Anger at Indonesian executions
Violence has broken out in the hometown of one of the three Indonesian Christians executed by the government.

The three Christians were executed by an Indonesian police firing squad early on Friday amid tight security in Palu, the capital of Central Sulawesi province.
Fabianus Tibo, Marianus Riwu and Dominggus Silva had been sentenced to death in 2001, after being found guilty of leading a mob in an attack that killed more than 200 people at an Islamic boarding school during clashes in the province between Muslims and Christians.
The mens’ priest, Jimmy Tumbelaka, said they had been officially declared dead at 3am, although police officials said the execution was hours earlier.
The bodies of Tibo and Riwu were flown to their home town while Silva was buried in Palu.
Local anger
The trio had originally been scheduled to die in August, but the executions were postponed after demonstrations by thousands of Indonesians and an appeal from Pope Benedict.
Violence has since erupted in Silva’s hometown of Atambua in West Timor when thousands of Christians protested.
Elli Mali, a Red Cross official, said the demonstrators broke into a jail and freed about 200 prisoners.
“We are deeply disappointed that despite the debate on the death penalty that the case had sparked across Indonesia, the state went ahead and killed these three men” Isabelle Carton, |
“The mob numbers in thousands. I ran into some of the prisoners and they said, ‘I’m free!'” Mali told Reuters.
The protesters threw stones and burned the local prosecutors’ house, Indonesian media and police said.
Julito Borges, a policeman in Atambua, told Reuters that two policemen were injured but the crowd had begun to disperse.
In Palu, Bishop Joseph Suwatan, whose diocese oversees North and Central Sulawesi, urged the people in Palu to remain calm.
Dialogue
Jusuf Kalla, the Indonesian vice president, appealed for calm following Friday’s sectarian violence, which left at least five people injured. He said the overnight executions had nothing to do with religion.
But the European Union condemned the executions, urging the government to ban the death penalty and repeating calls for a dialogue between religions.
Friday’s violence took place on Sulawesi and the nearby islands of Flores and Timor, which are dominated by Christians.
On the island of Flores, the condemned men’s birthplace in East Nusatenggara province, machete-wielding youths terrorised residents and tore apart the local parliament, breaking windows and smashing in doors and overturning benches.
On West Timor, more than 200 inmates escaped after mobs assaulted a jail in the town of Atambua, sending guards fleeing to the nearby jungle. Only 20 prisoners had been recaptured.
History of violence
But in the Poso area of Central Sulawesi, where many Christian-Muslim clashes have occurred in recent years, including the incident for which the men were prosecuted, hundreds of protesters rallied against the executions and burned tyres.
About 4,000 police and soldiers had been deployed in Central Sulawesi “to anticipate any untoward incidents”, police spokesman Kilat had said earlier this week.
Human rights groups had urged Indonesia not to proceed with the executions.
Isabelle Carton, a South East Asia researcher at Amnesty International, said on Friday: “We are deeply disappointed that despite the debate on the death penalty that the case had sparked across Indonesia, the state went ahead and killed these three men.”
Muslim-Christian clashes rocked Central Sulawesi from late 1998 to 2001, killing an estimated 2,000 before a peace accord took effect. There has been sporadic violence since.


**YOUR OBJECTIVE:**
Look through the records below and give the number of lines holding the string "Image", nothing more.
+++++
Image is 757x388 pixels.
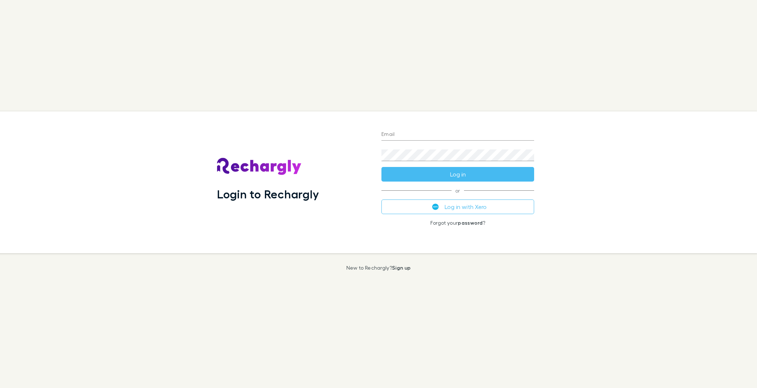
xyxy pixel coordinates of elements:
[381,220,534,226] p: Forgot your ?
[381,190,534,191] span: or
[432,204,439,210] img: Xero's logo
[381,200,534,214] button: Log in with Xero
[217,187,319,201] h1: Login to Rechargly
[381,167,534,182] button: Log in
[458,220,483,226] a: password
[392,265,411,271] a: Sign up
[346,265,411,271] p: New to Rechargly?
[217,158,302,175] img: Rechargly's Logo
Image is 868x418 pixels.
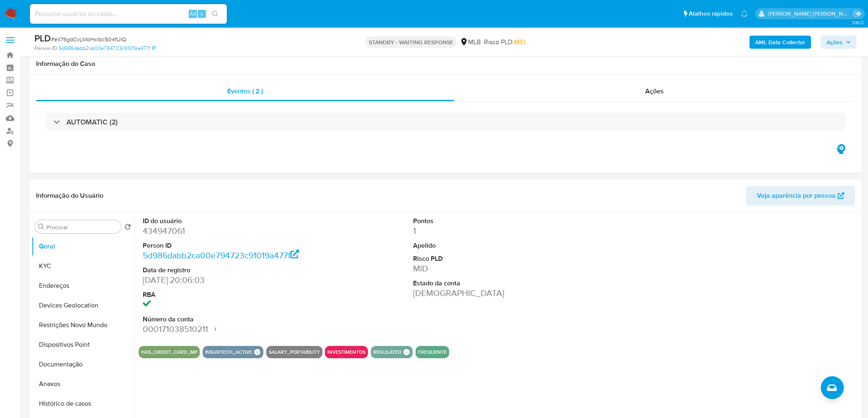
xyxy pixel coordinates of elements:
+++++
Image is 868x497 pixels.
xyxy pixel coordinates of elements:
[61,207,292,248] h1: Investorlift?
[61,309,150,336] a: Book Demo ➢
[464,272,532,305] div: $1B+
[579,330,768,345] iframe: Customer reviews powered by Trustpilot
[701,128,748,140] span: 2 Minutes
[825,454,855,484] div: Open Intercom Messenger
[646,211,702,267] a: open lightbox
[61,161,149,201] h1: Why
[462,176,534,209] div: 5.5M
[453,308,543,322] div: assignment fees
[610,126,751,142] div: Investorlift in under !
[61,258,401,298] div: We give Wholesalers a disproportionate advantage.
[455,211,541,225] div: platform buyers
+++++
**TASK SOLUTION:**
3